“That's about what I told him,” said the editor.
“That's just what you SHOULDN'T have told him,” returned Jack. “You ought to have stuck up for that woman as if she'd been your own mother. Lord! you fellows don't know how to run a magazine. You ought to let ME sit on that chair and tackle your customers.”
“What would you have done, Jack?” asked the editor, much amused to find that his hitherto invincible hero was not above the ordinary human weakness of offering advice as to editorial conduct.
“Done?” reflected Jack. “Well, first, sonny, I shouldn't keep a revolver in a drawer that I had to OPEN to get at.”
“But what would you have said?”
“I should simply have asked him what was the price of lumber at Mendocino,” said Jack, sweetly, “and when he told me, I should have said that the samples he was offering out of his own head wouldn't suit. You see, you don't want any trifling in such matters. You write well enough, my boy,” continued he, turning over his paper, “but what you're lacking in is editorial dignity. But go on with your work. Don't mind me.”
Thus admonished, the editor again bent over his desk, and his friend softly took up his suspended song. The editor had not proceeded far in his corrections when Jack's voice again broke the silence.
“Where are those d——d verses, anyway?”
Without looking up, the editor waved his pencil towards an uncut copy of the “Excelsior Magazine” lying on the table.
“You don't suppose I'm going to READ them, do you?” said Jack, aggrievedly. “Why don't you say what they're about? That's your business as editor.”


* PROBLEM TO WORK ON *
Give the listing again exactly, skipping any pictures it holds.

___ PROVIDED MATERIAL

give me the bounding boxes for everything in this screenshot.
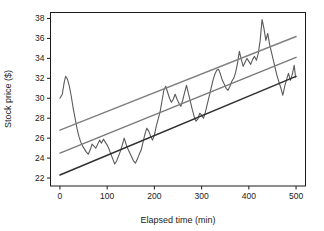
x-tick-label: 0 bbox=[58, 191, 63, 201]
x-tick-label: 300 bbox=[195, 191, 209, 201]
x-tick-label: 200 bbox=[147, 191, 161, 201]
y-tick-label: 32 bbox=[35, 73, 45, 83]
y-tick-label: 30 bbox=[35, 93, 45, 103]
stock-price-chart-figure: 222426283032343638 0100200300400500 Elap… bbox=[0, 0, 324, 231]
chart-background bbox=[0, 0, 324, 231]
chart-canvas: 222426283032343638 0100200300400500 Elap… bbox=[0, 0, 324, 231]
y-tick-label: 26 bbox=[35, 133, 45, 143]
y-tick-label: 28 bbox=[35, 113, 45, 123]
x-tick-label: 400 bbox=[242, 191, 256, 201]
y-tick-label: 36 bbox=[35, 33, 45, 43]
y-axis-title: Stock price ($) bbox=[3, 70, 13, 128]
y-tick-label: 38 bbox=[35, 13, 45, 23]
x-tick-label: 100 bbox=[100, 191, 114, 201]
x-axis-title: Elapsed time (min) bbox=[140, 215, 215, 225]
y-tick-label: 34 bbox=[35, 53, 45, 63]
y-tick-label: 24 bbox=[35, 153, 45, 163]
x-tick-label: 500 bbox=[289, 191, 303, 201]
y-axis-ticks: 222426283032343638 bbox=[35, 13, 50, 183]
y-tick-label: 22 bbox=[35, 173, 45, 183]
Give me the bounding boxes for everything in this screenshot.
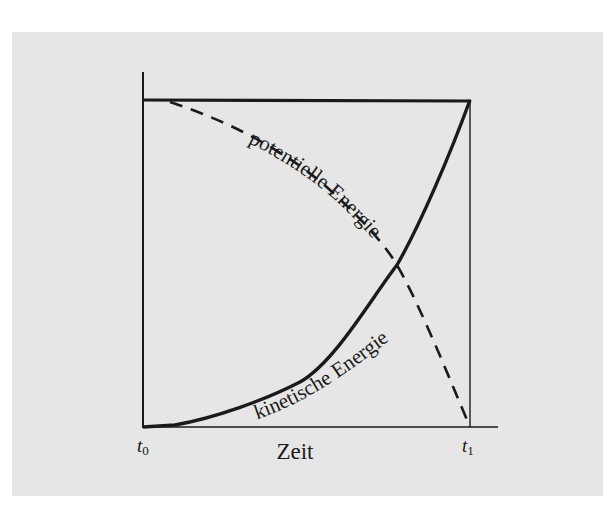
t0-tick-label: t0 [137,435,149,458]
x-axis-label: Zeit [276,439,314,464]
kinetic-energy-label: kinetische Energie [250,325,392,424]
t1-tick-label: t1 [462,435,474,458]
energy-diagram: potentielle Energie kinetische Energie t… [0,0,609,515]
total-energy-line [143,100,471,101]
potential-energy-label: potentielle Energie [246,126,387,243]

______

* OUTPUT *
give me the bounding boxes for everything in this screenshot.
x-tick-label: 0 bbox=[58, 191, 63, 201]
x-tick-label: 300 bbox=[195, 191, 209, 201]
x-tick-label: 200 bbox=[147, 191, 161, 201]
y-tick-label: 32 bbox=[35, 73, 45, 83]
y-tick-label: 30 bbox=[35, 93, 45, 103]
stock-price-chart-figure: 222426283032343638 0100200300400500 Elap… bbox=[0, 0, 324, 231]
chart-background bbox=[0, 0, 324, 231]
chart-canvas: 222426283032343638 0100200300400500 Elap… bbox=[0, 0, 324, 231]
y-tick-label: 26 bbox=[35, 133, 45, 143]
y-tick-label: 28 bbox=[35, 113, 45, 123]
x-tick-label: 400 bbox=[242, 191, 256, 201]
y-tick-label: 36 bbox=[35, 33, 45, 43]
y-axis-title: Stock price ($) bbox=[3, 70, 13, 128]
y-tick-label: 38 bbox=[35, 13, 45, 23]
x-tick-label: 100 bbox=[100, 191, 114, 201]
x-axis-title: Elapsed time (min) bbox=[140, 215, 215, 225]
y-tick-label: 34 bbox=[35, 53, 45, 63]
y-tick-label: 24 bbox=[35, 153, 45, 163]
x-tick-label: 500 bbox=[289, 191, 303, 201]
y-axis-ticks: 222426283032343638 bbox=[35, 13, 50, 183]
y-tick-label: 22 bbox=[35, 173, 45, 183]
Give me the bounding boxes for everything in this screenshot.
t0-tick-label: t0 [137,435,149,458]
x-axis-label: Zeit [276,439,314,464]
kinetic-energy-label: kinetische Energie [250,325,392,424]
t1-tick-label: t1 [462,435,474,458]
energy-diagram: potentielle Energie kinetische Energie t… [0,0,609,515]
total-energy-line [143,100,471,101]
potential-energy-label: potentielle Energie [246,126,387,243]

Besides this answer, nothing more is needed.